An often overlooked yet crucial component of an HCI environment is the network, especially as the environment scales. Each additional node consumes network ports and needs IT to logically connect it to the HCI cluster. In many HCI environments, the steps required to connect a new node to the network are entirely manual, which often take days to perform. As IT considers prospective HCI solutions, they should spend time to understand how it manages the network. The more automated the process is, the more responsive IT can be to organizational demands.
The Challenges of HCI Networking
Data centers traditionally create a silo of north-south traffic (server-to-storage) and east-west traffic (server-to-server) when designing their network infrastructure. East-west traffic in a non-virtualized environment is rare. Virtualization introduced the concept of virtual machine migration and live virtual machine migration, making server to server (east-west) networking more critical. Storage however, typically remained north-south on a dedicated network. The independence of server and storage networking made it more complicated to implement, operate and manage but it performed well between configuration changes.
HCI attempted to simplify data center operations by collapsing computing, storage, and networking into a single tier. It also, as we’ve explained in previous blogs, put more pressure on the computing and storage components. Networking also carries a more significant burden in the HCI construct. In HCI, both server-to-server and storage I/O traffic is east-west because it collapses north-south storage IO into the nodes. In HCI storage, IO traffic is typically the replication of data to other nodes in the cluster to support VM migration and protect against media or node failure. The advantage of a replication model is reads are local to the VM accessing the data, which means that if the node contains high-performance NVMe-flash the VM receives maximum benefit from the investment.
Software-defined networking (SDN) is a perfect match for HCI environments, but surprisingly most hypervisors have relatively weak built-in SDN capabilities. Most either sell an expensive add-on or partner with third parties to deliver the capabilities.
HCI and SDN – What to Look For
IT needs an HCI solution that provides full SDN functionality. They should look for the ability to dynamically create and secure the network to meet the evolving needs of the organization and its applications. The SDN should enable IT to speed deployment of new HCI nodes and workloads within the HCI environment automatically and non-disruptively. Common tasks, like adding a node, for example, should be automated so that when IT adds a new node, one command can correctly configure the network. The HCI solution should also enable the easy creation of virtual networks to maintain performance levels and contain security vulnerabilities from spreading across the organization’s networks. Finally, the network should be policy driven which governs both physical and virtual networks even as they scale.
Conclusion
SDN is not only an essential element of scaling the HCI environment; it is critical for the entire data center and makes it easier for the organization to extend into the cloud. Most organizations and HCI vendors position HCI as ideal for a small set of use cases like virtual desktop infrastructure (VDI). The point solution approach leads to multiple HCI solutions or HCI coexisting with bare metal and traditional virtual infrastructures. If the organization takes a more strategic approach to HCI with the eventual goal of running most data center applications within the environment, they will see a far greater ROI and see HCI deliver on its promise of a simple cloud-like architecture. Strategic HCI means reconsidering hypervisor, storage software, server (node) hardware and networking. IT needs to look for enterprise-class solutions instead of the more typical point solutions.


[Action item] Among the entries below, how many lines include the word "section"? Reply with only the number.

# # # # #

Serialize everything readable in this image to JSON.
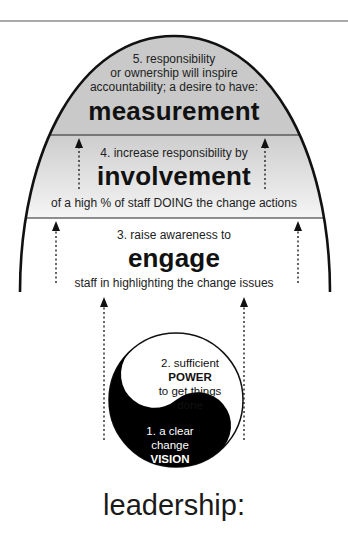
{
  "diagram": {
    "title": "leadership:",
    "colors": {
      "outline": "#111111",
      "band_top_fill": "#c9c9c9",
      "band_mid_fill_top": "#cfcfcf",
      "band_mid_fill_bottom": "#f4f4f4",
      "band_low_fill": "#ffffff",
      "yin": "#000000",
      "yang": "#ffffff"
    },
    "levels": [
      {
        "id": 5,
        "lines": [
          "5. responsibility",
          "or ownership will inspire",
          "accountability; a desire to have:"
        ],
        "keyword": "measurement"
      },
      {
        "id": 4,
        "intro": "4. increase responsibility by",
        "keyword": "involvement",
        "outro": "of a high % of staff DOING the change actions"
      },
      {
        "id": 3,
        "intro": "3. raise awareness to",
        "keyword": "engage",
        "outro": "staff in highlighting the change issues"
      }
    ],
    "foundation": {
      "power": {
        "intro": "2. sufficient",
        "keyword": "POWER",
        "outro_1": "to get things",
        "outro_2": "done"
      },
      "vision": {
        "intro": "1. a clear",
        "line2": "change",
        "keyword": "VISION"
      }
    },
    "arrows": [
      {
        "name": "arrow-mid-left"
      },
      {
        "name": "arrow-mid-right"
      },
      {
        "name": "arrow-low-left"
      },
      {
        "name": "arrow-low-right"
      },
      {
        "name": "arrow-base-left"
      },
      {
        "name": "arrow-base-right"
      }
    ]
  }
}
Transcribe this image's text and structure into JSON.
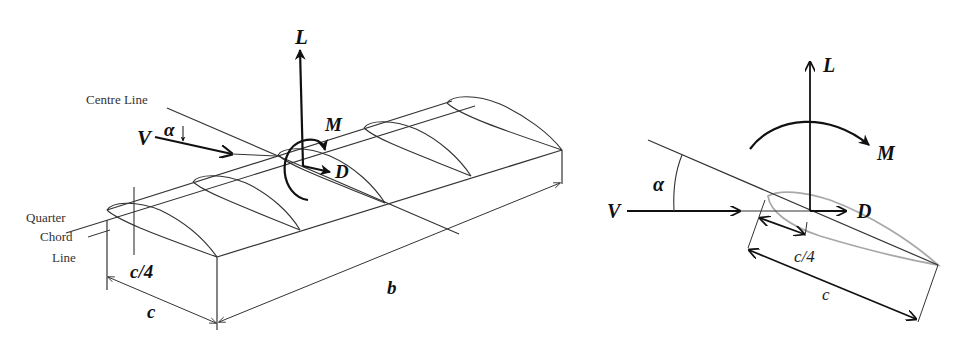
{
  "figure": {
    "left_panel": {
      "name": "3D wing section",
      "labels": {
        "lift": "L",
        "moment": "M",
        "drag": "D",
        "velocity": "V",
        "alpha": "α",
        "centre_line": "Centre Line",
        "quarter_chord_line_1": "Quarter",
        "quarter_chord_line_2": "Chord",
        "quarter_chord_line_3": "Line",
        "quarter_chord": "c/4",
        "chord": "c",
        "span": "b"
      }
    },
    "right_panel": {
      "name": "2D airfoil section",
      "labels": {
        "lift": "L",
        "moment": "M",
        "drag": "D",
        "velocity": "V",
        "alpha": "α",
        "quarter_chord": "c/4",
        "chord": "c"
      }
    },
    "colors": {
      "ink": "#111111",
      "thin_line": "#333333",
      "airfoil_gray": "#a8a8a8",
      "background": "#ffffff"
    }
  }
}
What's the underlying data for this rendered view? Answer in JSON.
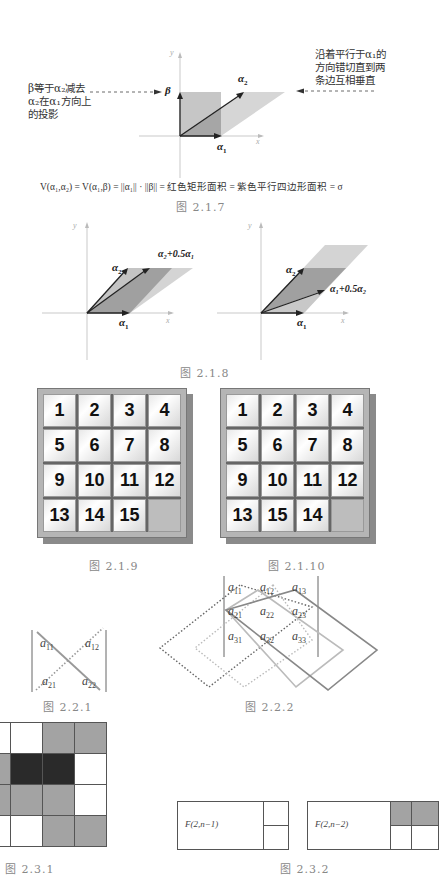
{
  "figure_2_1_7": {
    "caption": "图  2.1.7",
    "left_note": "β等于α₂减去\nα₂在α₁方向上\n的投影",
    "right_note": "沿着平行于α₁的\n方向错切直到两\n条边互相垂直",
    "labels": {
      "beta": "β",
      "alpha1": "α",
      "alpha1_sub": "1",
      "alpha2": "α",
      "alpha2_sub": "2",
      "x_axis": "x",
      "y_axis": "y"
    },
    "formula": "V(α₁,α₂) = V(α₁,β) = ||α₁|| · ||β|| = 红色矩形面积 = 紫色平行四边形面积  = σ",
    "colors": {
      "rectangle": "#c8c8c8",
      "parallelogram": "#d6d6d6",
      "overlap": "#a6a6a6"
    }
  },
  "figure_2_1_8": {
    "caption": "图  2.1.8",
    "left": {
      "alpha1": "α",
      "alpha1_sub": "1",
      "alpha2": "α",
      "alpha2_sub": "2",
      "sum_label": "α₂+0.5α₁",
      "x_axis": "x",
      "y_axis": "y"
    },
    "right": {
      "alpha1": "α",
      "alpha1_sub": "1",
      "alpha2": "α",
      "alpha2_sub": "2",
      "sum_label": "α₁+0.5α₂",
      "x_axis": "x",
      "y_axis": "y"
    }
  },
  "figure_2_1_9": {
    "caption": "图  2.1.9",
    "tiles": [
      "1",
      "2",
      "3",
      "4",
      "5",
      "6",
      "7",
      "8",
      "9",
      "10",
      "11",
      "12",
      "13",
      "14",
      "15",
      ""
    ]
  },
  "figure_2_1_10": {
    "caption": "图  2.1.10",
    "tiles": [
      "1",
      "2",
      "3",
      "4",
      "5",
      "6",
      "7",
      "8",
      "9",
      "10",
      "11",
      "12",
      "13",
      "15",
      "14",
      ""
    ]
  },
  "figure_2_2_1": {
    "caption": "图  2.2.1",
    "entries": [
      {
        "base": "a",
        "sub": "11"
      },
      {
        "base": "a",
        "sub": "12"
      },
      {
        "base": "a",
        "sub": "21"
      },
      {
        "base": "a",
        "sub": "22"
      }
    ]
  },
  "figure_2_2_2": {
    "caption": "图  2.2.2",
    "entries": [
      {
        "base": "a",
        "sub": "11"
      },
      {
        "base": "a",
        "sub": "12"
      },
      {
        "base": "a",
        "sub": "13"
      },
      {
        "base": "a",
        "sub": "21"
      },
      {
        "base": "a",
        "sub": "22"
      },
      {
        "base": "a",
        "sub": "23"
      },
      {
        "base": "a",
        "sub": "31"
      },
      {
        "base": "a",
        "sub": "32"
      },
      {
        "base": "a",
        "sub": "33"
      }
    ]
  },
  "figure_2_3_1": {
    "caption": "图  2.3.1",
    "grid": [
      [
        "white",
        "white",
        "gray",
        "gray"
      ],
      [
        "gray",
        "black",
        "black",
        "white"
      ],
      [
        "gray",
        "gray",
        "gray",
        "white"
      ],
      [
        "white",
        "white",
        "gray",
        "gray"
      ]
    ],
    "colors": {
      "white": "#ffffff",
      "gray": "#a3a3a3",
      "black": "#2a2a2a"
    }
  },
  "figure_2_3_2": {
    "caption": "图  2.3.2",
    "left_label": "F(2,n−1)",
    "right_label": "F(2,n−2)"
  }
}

# # # # #

[Answer space] 2